RALEIGH – North Carolina has a self-congratulatory streak. North Carolinians are more likely than any other population to believe that they live in the best state in the union (according to public policy polls and my own observations). They claim to be innovative across a host of business and public policy sectors, despite the lack of real evidence. They are proud (for the most part) of their history, their geography, and their collegiate athletics.

The problem lies when this civic-minded boosterism turns into a willful ignorance and a stubborn refusal to recognize contradictory information. I’ve written often in this space about North Carolina politicians’ tendency to overstate our very real gains in national test scores, for example, or to claim that programs like former Gov. Jim Hunt’s Smart Start are “proven successes.” There are other cases illustrating the same problem.

I was reminded, however, of the test sore and Smart Start instances while reading a paper presented by four scholars who have studied parental choice programs in a number of cities.
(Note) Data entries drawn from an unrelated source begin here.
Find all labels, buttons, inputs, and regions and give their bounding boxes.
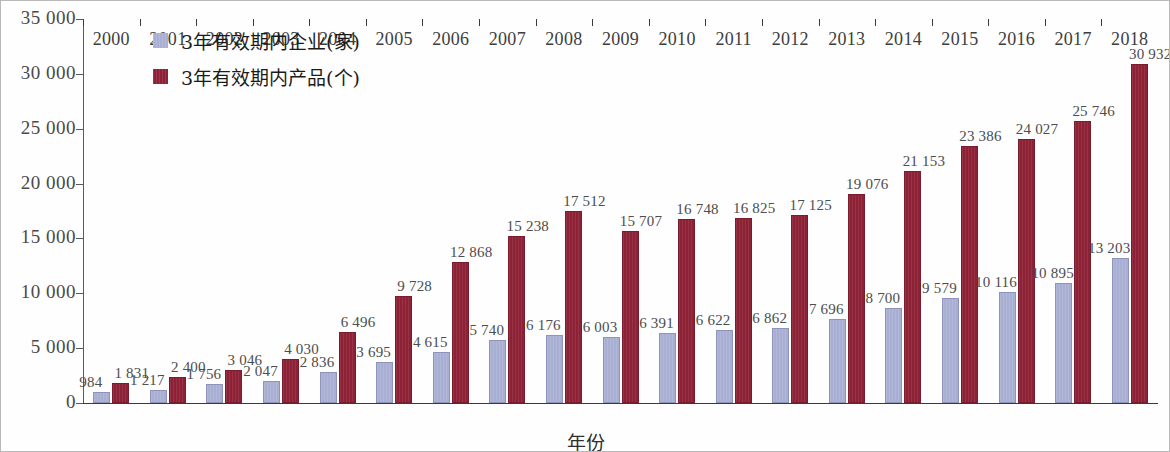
bar-products[interactable] bbox=[565, 211, 582, 403]
x-axis-tick bbox=[1101, 19, 1102, 26]
bar-value-label-enterprises: 4 615 bbox=[413, 335, 448, 350]
bar-enterprises[interactable] bbox=[999, 292, 1016, 403]
bar-value-label-enterprises: 8 700 bbox=[866, 291, 901, 306]
bar-products[interactable] bbox=[791, 215, 808, 403]
bar-value-label-enterprises: 5 740 bbox=[469, 323, 504, 338]
bar-enterprises[interactable] bbox=[263, 381, 280, 403]
x-axis-tick bbox=[536, 19, 537, 26]
x-axis-tick bbox=[253, 19, 254, 26]
bar-enterprises[interactable] bbox=[603, 337, 620, 403]
bar-products[interactable] bbox=[452, 262, 469, 403]
chart-legend: 3年有效期内企业(家) 3年有效期内产品(个) bbox=[153, 29, 360, 101]
bar-enterprises[interactable] bbox=[489, 340, 506, 403]
bar-value-label-products: 21 153 bbox=[903, 154, 945, 169]
legend-swatch-enterprises-icon bbox=[153, 33, 168, 48]
bar-enterprises[interactable] bbox=[885, 308, 902, 403]
bar-enterprises[interactable] bbox=[206, 384, 223, 403]
bar-products[interactable] bbox=[508, 236, 525, 403]
bar-products[interactable] bbox=[904, 171, 921, 403]
bar-products[interactable] bbox=[225, 370, 242, 403]
x-axis-line bbox=[83, 403, 1158, 404]
x-axis-tick-label: 2017 bbox=[1055, 29, 1092, 50]
bar-enterprises[interactable] bbox=[433, 352, 450, 403]
x-axis-tick-label: 2009 bbox=[602, 29, 639, 50]
x-axis-tick bbox=[366, 19, 367, 26]
bar-value-label-enterprises: 6 622 bbox=[696, 313, 731, 328]
bar-enterprises[interactable] bbox=[659, 333, 676, 403]
bar-value-label-enterprises: 1 756 bbox=[187, 367, 222, 382]
bar-value-label-enterprises: 2 047 bbox=[243, 364, 278, 379]
y-axis-tick-label: 0 bbox=[0, 391, 76, 413]
bar-products[interactable] bbox=[1131, 64, 1148, 403]
bar-value-label-enterprises: 6 862 bbox=[752, 311, 787, 326]
y-axis-tick-label: 5 000 bbox=[0, 336, 76, 358]
bar-products[interactable] bbox=[395, 296, 412, 403]
x-axis-tick-label: 2014 bbox=[885, 29, 922, 50]
x-axis-tick-label: 2018 bbox=[1111, 29, 1148, 50]
bar-value-label-enterprises: 9 579 bbox=[922, 281, 957, 296]
bar-enterprises[interactable] bbox=[942, 298, 959, 403]
bar-products[interactable] bbox=[735, 218, 752, 403]
legend-label-products: 3年有效期内产品(个) bbox=[181, 63, 360, 90]
x-axis-title: 年份 bbox=[1, 428, 1170, 452]
bar-value-label-products: 17 512 bbox=[563, 194, 605, 209]
bar-value-label-enterprises: 13 203 bbox=[1088, 241, 1130, 256]
bar-products[interactable] bbox=[1074, 121, 1091, 403]
bar-value-label-enterprises: 2 836 bbox=[300, 355, 335, 370]
x-axis-tick bbox=[705, 19, 706, 26]
x-axis-tick bbox=[1045, 19, 1046, 26]
y-axis-tick bbox=[76, 74, 83, 75]
bar-enterprises[interactable] bbox=[1055, 283, 1072, 403]
bar-products[interactable] bbox=[339, 332, 356, 403]
bar-value-label-enterprises: 10 116 bbox=[975, 275, 1017, 290]
bar-value-label-enterprises: 7 696 bbox=[809, 302, 844, 317]
bar-value-label-products: 16 748 bbox=[676, 202, 718, 217]
y-axis-tick-label: 30 000 bbox=[0, 62, 76, 84]
y-axis-tick bbox=[76, 293, 83, 294]
bar-value-label-products: 9 728 bbox=[397, 279, 432, 294]
bar-enterprises[interactable] bbox=[772, 328, 789, 403]
bar-value-label-enterprises: 1 217 bbox=[130, 373, 165, 388]
bar-enterprises[interactable] bbox=[320, 372, 337, 403]
y-axis-tick bbox=[76, 129, 83, 130]
y-axis-tick bbox=[76, 238, 83, 239]
y-axis-tick bbox=[76, 19, 83, 20]
bar-value-label-products: 6 496 bbox=[341, 315, 376, 330]
bar-products[interactable] bbox=[169, 377, 186, 403]
bar-products[interactable] bbox=[848, 194, 865, 403]
bar-value-label-products: 15 707 bbox=[620, 214, 662, 229]
y-axis-tick bbox=[76, 184, 83, 185]
bar-enterprises[interactable] bbox=[150, 390, 167, 403]
y-axis-tick-label: 15 000 bbox=[0, 226, 76, 248]
x-axis-tick bbox=[196, 19, 197, 26]
legend-swatch-products-icon bbox=[153, 69, 168, 84]
bar-products[interactable] bbox=[678, 219, 695, 403]
bar-enterprises[interactable] bbox=[93, 392, 110, 403]
bar-enterprises[interactable] bbox=[829, 319, 846, 403]
y-axis-tick bbox=[76, 403, 83, 404]
bar-enterprises[interactable] bbox=[1112, 258, 1129, 403]
legend-item-enterprises[interactable]: 3年有效期内企业(家) bbox=[153, 29, 360, 52]
bar-value-label-enterprises: 984 bbox=[79, 375, 102, 390]
legend-item-products[interactable]: 3年有效期内产品(个) bbox=[153, 65, 360, 88]
x-axis-tick bbox=[819, 19, 820, 26]
bar-products[interactable] bbox=[112, 383, 129, 403]
y-axis-tick-label: 20 000 bbox=[0, 172, 76, 194]
bar-products[interactable] bbox=[622, 231, 639, 403]
x-axis-tick-label: 2012 bbox=[772, 29, 809, 50]
bar-value-label-enterprises: 3 695 bbox=[356, 345, 391, 360]
x-axis-tick-label: 2006 bbox=[432, 29, 469, 50]
x-axis-tick-label: 2015 bbox=[941, 29, 978, 50]
bar-enterprises[interactable] bbox=[716, 330, 733, 403]
x-axis-tick-label: 2013 bbox=[828, 29, 865, 50]
bar-products[interactable] bbox=[282, 359, 299, 403]
y-axis-tick-label: 10 000 bbox=[0, 281, 76, 303]
x-axis-tick bbox=[83, 19, 84, 26]
bar-enterprises[interactable] bbox=[376, 362, 393, 403]
x-axis-tick-label: 2016 bbox=[998, 29, 1035, 50]
x-axis-tick bbox=[592, 19, 593, 26]
x-axis-tick-label: 2011 bbox=[715, 29, 752, 50]
x-axis-tick-label: 2000 bbox=[93, 29, 130, 50]
bar-value-label-enterprises: 6 176 bbox=[526, 318, 561, 333]
bar-enterprises[interactable] bbox=[546, 335, 563, 403]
In one study of privately funded voucher programs in Washington, New York, and Dayton, the Harvard-affiliated scholars found that expanding educational opportunities for minority children through choice had a dramatic effect on standardized test scores after two years. Other studies, including one the John Locke Foundation commissioned a couple of years ago of its privately funded scholarship program in Charlotte, have found similar results for low-income or minority children.

As you may know, similar claims have been made by advocates of testing regimes like North Carolina’s, of preschool programs like Smart Start, and of class size reductions. But here’s something you probably haven’t read on the front page of your local newspaper: the benefits of school choice have proven to be larger. In accountability reforms, for example, North Carolina and Texas have justly claimed to have gained the most in recent years in national test scores after implementing statewide testing programs. In statistical terms, the two-year impact is estimated to be about .12 to .14 standard deviations. On class-size reduction, the gain in a famous Tennessee experiment was estimated to be about .21 standard deviations. A recent report on Smart Start estimated that high-quality child care in North Carolina could result in improvement in kindergarten readiness of about .20 standard deviations (though Smart Start was not itself linked to this result and it does not mean that subsequent educational performance was necessarily better).

And vouchers? Their documented impact on recipients’ test scores have ranged around .30 to .35 standard deviations. Our CSF-Charlotte program showed a .25 gain in just the first year, or nearly four times that experienced in the first year of testing programs such as North Carolina’s ABCs of Public Education.

So why haven’t North Carolina policymakers and newspapers trumpeted the great success of school choice and recommend its dramatic expansion statewide? Why do we continue to hear about relatively smaller gains from far more expensive and intrusive government programs?

Because the ABCs testing program, Smart Start, and class size reductions were championed by North Carolina politicians who are still in office or who at least have a strong interest in preserving their reputations. They know that such puffery will continue to play well to many North Carolinians predisposed to think the best about the state and its accomplishments.

Hood is president of the John Locke Foundation and publisher of Carolina Journal.